'On the hunt': Legal experts explain how prosecutors are zeroing on Trump in tax fraud scheme
The Trump Organization isn’t a complicated setup, and investigators seem to have its leader targeted for prosecution.
The company and its chief financial officer Allen Weisselberg were indicted July 1 for tax fraud, but former president Donald Trump was not personally charged despite having almost unlimited authority over his family business, reported the Huffington Post.
“The Trump Organization is an avatar for Donald Trump, in every way imaginable: financially, emotionally and psychologically,” said Trump biographer Tim O’Brien. “The core company is a mom-and-pop shop on Fifth Avenue.”
O’Brien can’t imagine that Trump didn’t know about the scheme described by prosecutors, but to indict the ex-president they must show that he knew the employee fringe benefits were illegal but approved them anyway.
“There has to be personal, specific knowledge,” said Danya Perry, a former federal prosecutor in New York City. “You can’t just impute knowledge.”
Trump formed hundreds of interlocking corporations for his various assets, which O’Brien says was an overreaction to his near bankruptcy in the 1990s, but the journalist said all roads in the Trump Organization come back to its namesake.
“This is basically a corner grocery with a guy behind the counter munching on a hamburger,” O’Brien said,”and he’s the owner of the store.”
His longtime personal attorney Michael Cohen, who served a prison term for crimes committed on behalf of his former boss, said there’s no way Trump didn’t know about the tax fraud scheme.
“The checks for bonuses were all signed by Trump,” Cohen said. “The argument that he was unaware of these funds being given to Weisselberg or others is pure nonsense.”
Trump offered a hint about his defense when he told supporters at a Florida rally that he didn’t know fringe benefits should have been reported for tax purposes, but Perry said that may offer useful clues to prosecutors.
“It certainly could be seen an admission,” Perry said. “I’m sure the prosecutors are watching him very closely.”
Blaming everything on Weisselberg might not work, according to ethics lawyer Norm Eisen, who served in Barack Obama’s White House and worked on the House committee leading Trump’s first impeachment.
“It would be beyond implausible — it would be ridiculous,” Eisen said. “Prosecutors have built the framework for a future case targeting Trump personally. … Prosecutors are on the hunt.”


◆ **Exercise prompt**: Exactly and only the lines from the line holding "Identify the location" to the end of the records should be reproduced. Leave pictures out.

(Stored items)
----
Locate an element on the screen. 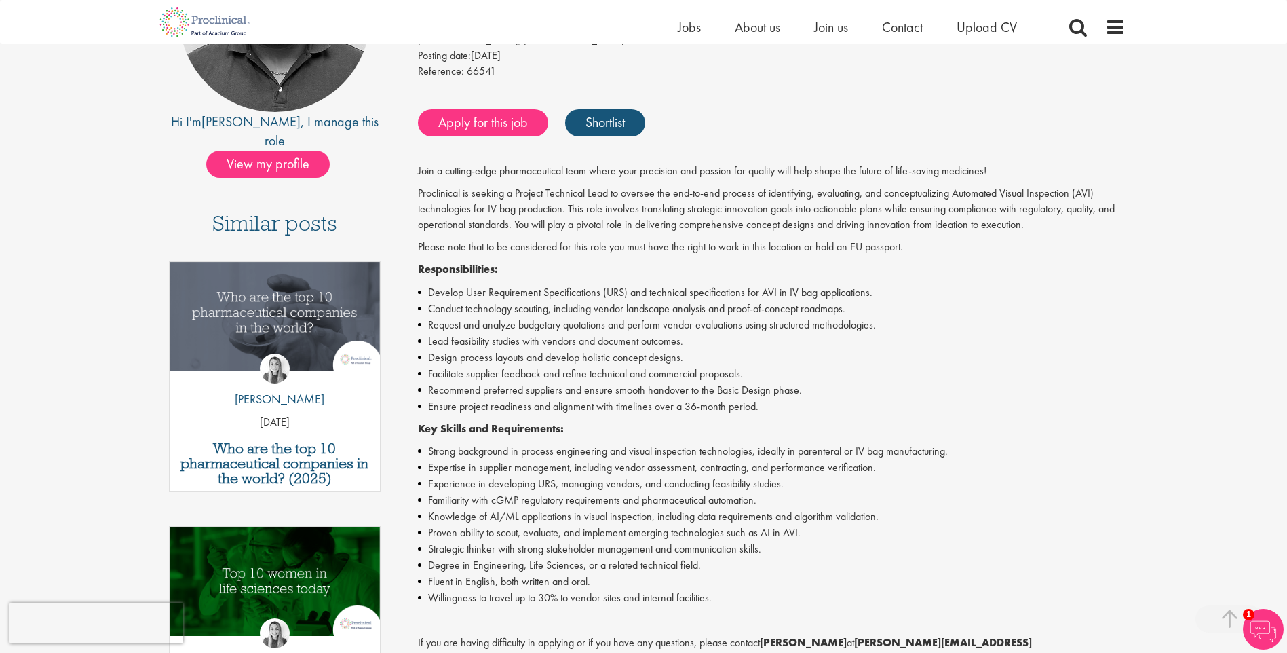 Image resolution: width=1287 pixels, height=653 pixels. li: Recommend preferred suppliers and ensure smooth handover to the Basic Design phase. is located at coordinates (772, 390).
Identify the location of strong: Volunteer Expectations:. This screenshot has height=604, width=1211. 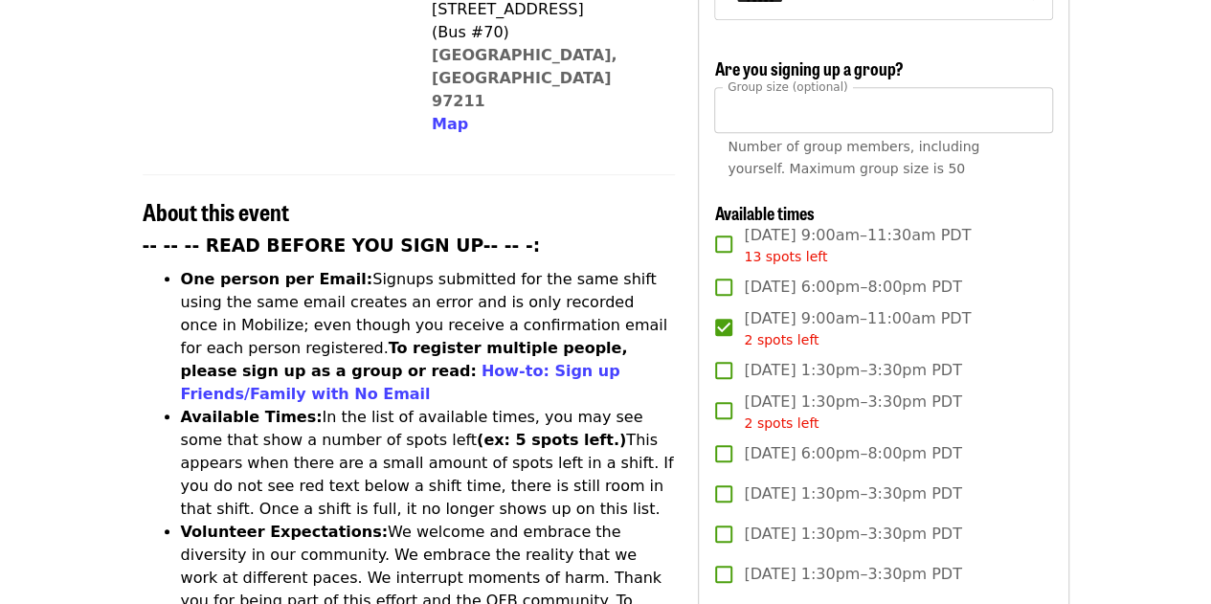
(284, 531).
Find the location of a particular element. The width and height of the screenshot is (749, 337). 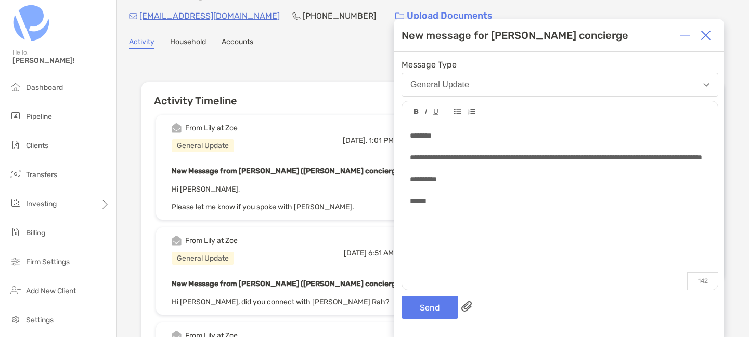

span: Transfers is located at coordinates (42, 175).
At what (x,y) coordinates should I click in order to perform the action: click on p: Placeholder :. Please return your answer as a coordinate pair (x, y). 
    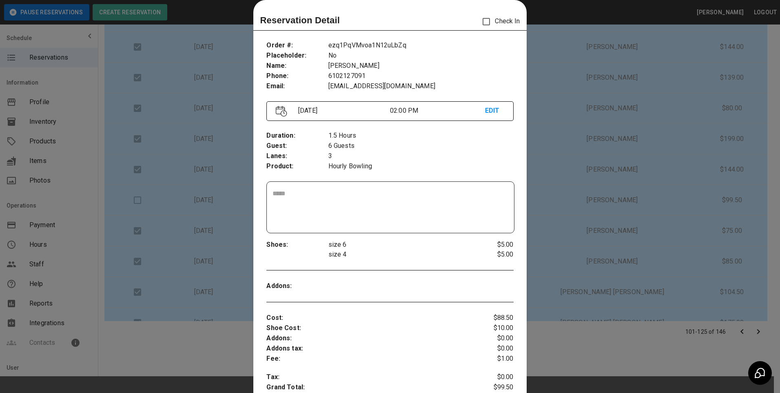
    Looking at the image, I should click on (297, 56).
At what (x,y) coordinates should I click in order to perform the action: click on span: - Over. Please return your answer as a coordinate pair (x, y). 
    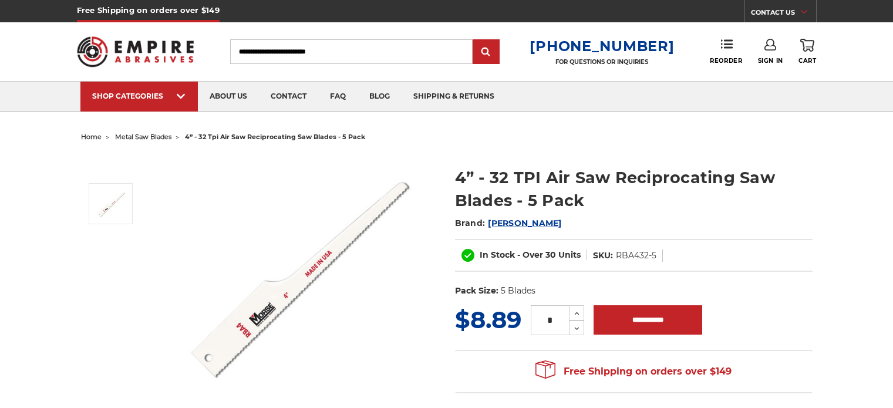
----
◆ **Written reply**:
Identify the location of strong: Volunteer Expectations:. This screenshot has height=604, width=1211. 
(284, 531).
Find the location of a particular element. The width and height of the screenshot is (749, 337). 

span: Transfers is located at coordinates (42, 175).
At what (x,y) coordinates should I click in order to perform the action: click on p: Placeholder :. Please return your answer as a coordinate pair (x, y). 
    Looking at the image, I should click on (297, 56).
At what (x,y) coordinates should I click in order to perform the action: click on span: - Over. Please return your answer as a coordinate pair (x, y). 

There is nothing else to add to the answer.